Mixed review. I was priming a bunch of 223 with my trusty old Lee hand primer that I’ve been using for 40 years. The cups seem to be copper with somewhat thick walls. Walls are also a bit soft so especially at first one portion of the cup rim would catch and the primer wouldn’t seat evenly...
Seriously, those old shower pans are usually really soft, close to pure lead. They can be alloyed with linotype or wheel weights to produce decent bullets. I assume you aren’t a caster. List under free, somebody will gladly take it off your hands.

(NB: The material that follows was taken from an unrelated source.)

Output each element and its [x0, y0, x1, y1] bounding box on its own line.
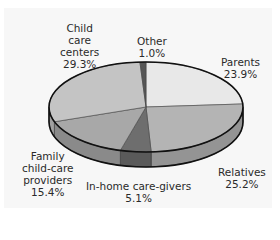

Why not just take a spent primer, place it in a hard flat surface like the anvil plate on a bench vise, and use a small punch on the inside to flatten the cup back out? Then you can polish and seat it back in your case
I run a Dillon 750, a Lyman Tmag and an RCBS rockchucker. I thought I’d use the Dillon more than I do. I rarely load fully loaded rounds on it. I find I use it for brass prep for the most part. Actual loaded rounds, usually the turret unless it’s small count, rifle calibers for distance...
LOOK like a retard? Assuming the rest isn’t photoshopped, two casings in mid air means full auto at that spacing. If you squeeze off two with that sight picture an inch from your eyeball, on FA, you’ve gone full tard.